About Inclusive Pegs

 Thank you for being here! I'm Hannah, the artist behind Inclusive Pegs. I was born and raised in the UK and moved the to states as a teenager. I'm married to the love of my life and we have two wonderful children. I've always had a passion for art and find living a creative life to be my most authentic way to be in this world. This small business journey has been a surprising gift (and challenge) to me. I've had to push myself with the business side of things but have learned so much along the way. We can do hard things!

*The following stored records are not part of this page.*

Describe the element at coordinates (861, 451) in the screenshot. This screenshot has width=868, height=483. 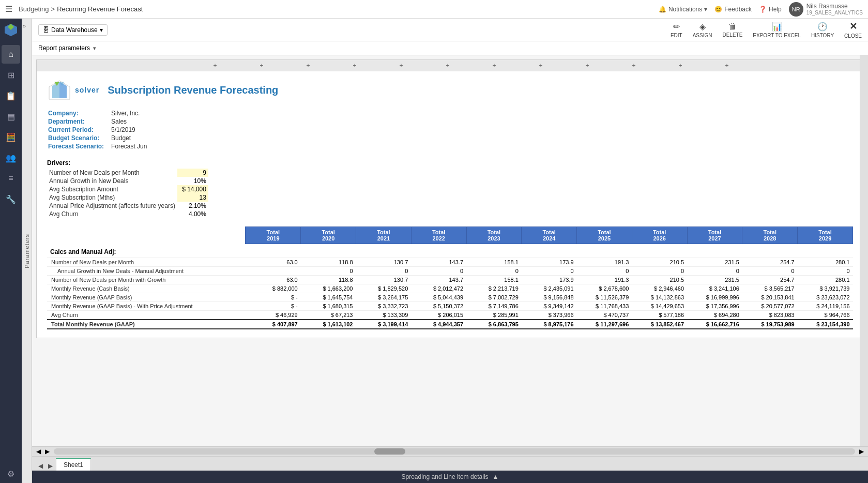
I see `scroll-end-icon: ▶` at that location.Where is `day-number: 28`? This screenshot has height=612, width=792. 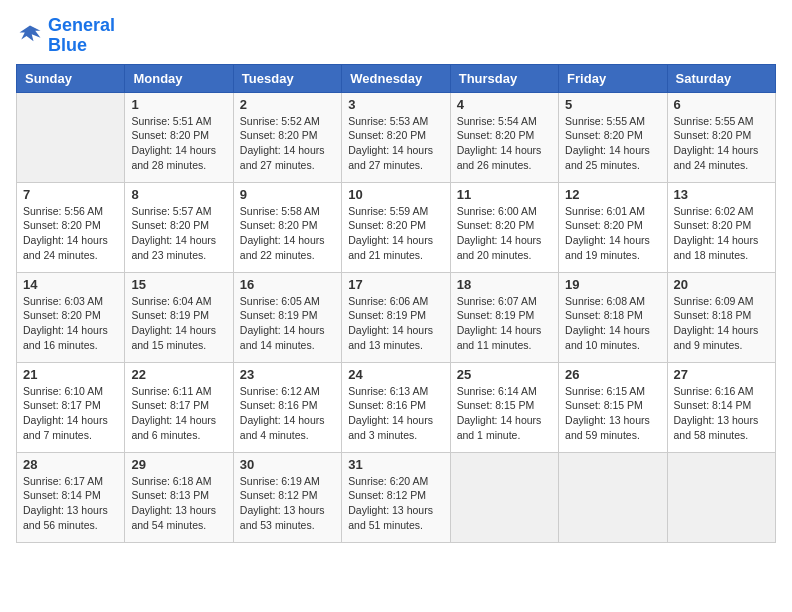 day-number: 28 is located at coordinates (70, 464).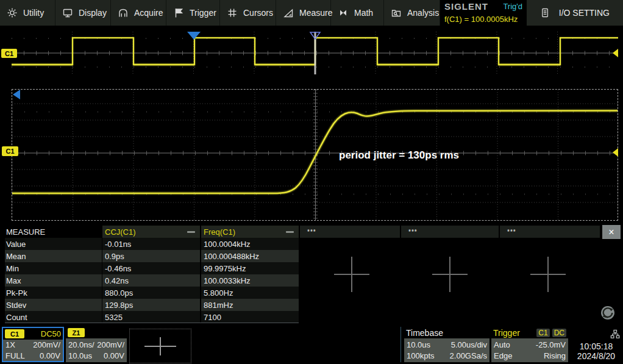  Describe the element at coordinates (46, 345) in the screenshot. I see `channel1-scale: 200mV/` at that location.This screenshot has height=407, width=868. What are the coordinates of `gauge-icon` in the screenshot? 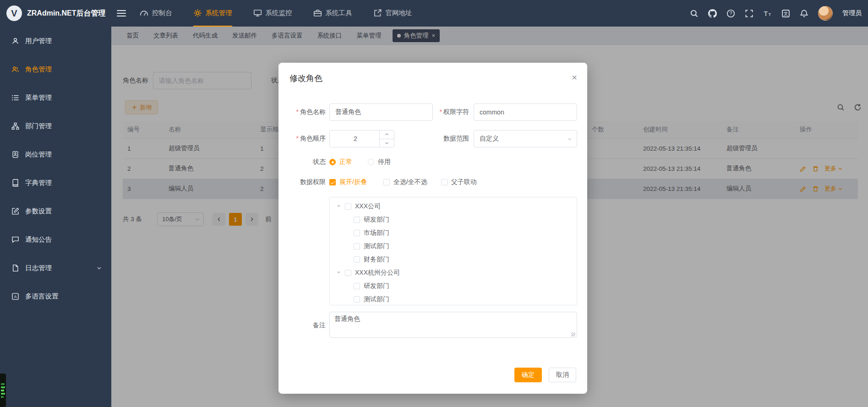 It's located at (144, 13).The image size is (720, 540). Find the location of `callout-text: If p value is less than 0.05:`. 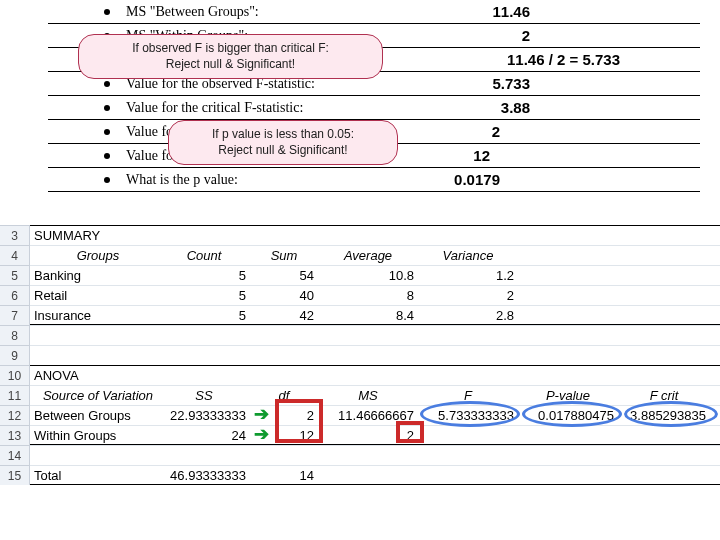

Inclusive Pegs started out selling nativities in 2018. Since then, it has grown to be so much more. At its core, though, Inclusive Pegs is about Hope, Imagination, and Radical Welcome. These pegs may be small but they are mighty, and they tell a story of abundant and inclusive LOVE. Here's how it all began...

This venture grew out of an exasperated search for a nativity for my own children several years ago. I vividly remember scouring the internet a few days before advent, desperately trying to find a non-fragile and more importantly, non-white Mary and Joseph.
Needless to say I wasn’t very successful and that’s when I decided to order a set of blank peg dolls and try my hand at painting my very own brown Jesus.
While I did see one or two “diverse nativities”, where perhaps a couple of wise men had a darker skin tone, or maybe a shepherd if you were really lucky, whiteness was always front and center.
There were a couple of sellers who would change the skin tone upon request, but whiteness was always the default, always the norm. What really struck me was the monotony in EVERY SINGLE depiction of an angel I came across. Long, flowing blonde hair and light blue eyes were synonymous with Holy, it seemed.
I thought back to all of the picture books I had read as a child about the birth of Jesus and the same was true. The subliminal messaging was everywhere.
Inclusive Pegs has never been just about cute pegs. It is a reimagining of the very image of Jesus that has been whitewashed and forced upon us. Every brush stroke of brown paint is my small act of resistance against a world that centers my skin color.
I painted brown Jesus for my white children to start a conscious conversation around that subliminal messaging that I know I won’t be able to completely shield them from but I will teach them how to challenge.
Jesus the refugee reminds us to question what Holiness looks like and black angels proclaim the Good news of Christ! Oh, that we would truly hear it.
I wrote these words two years ago after painting my first peg doll nativity and they are still so reflective of the mission behind Inclusive Pegs:
 

"I spent many hours painting these little figures. I had a lot of time to think about the story of Jesus; the story of an immigrant child, born into an empire of Power. Born into a world that said there wasn’t enough room, a world of scarcity. A world of Us and Them, of Walls and divisions, of hate and fear. But God broke all of that open with Jesus. This Christmas we celebrate an abundant love, a love that welcomes the other, and a world in which there is *always* more room."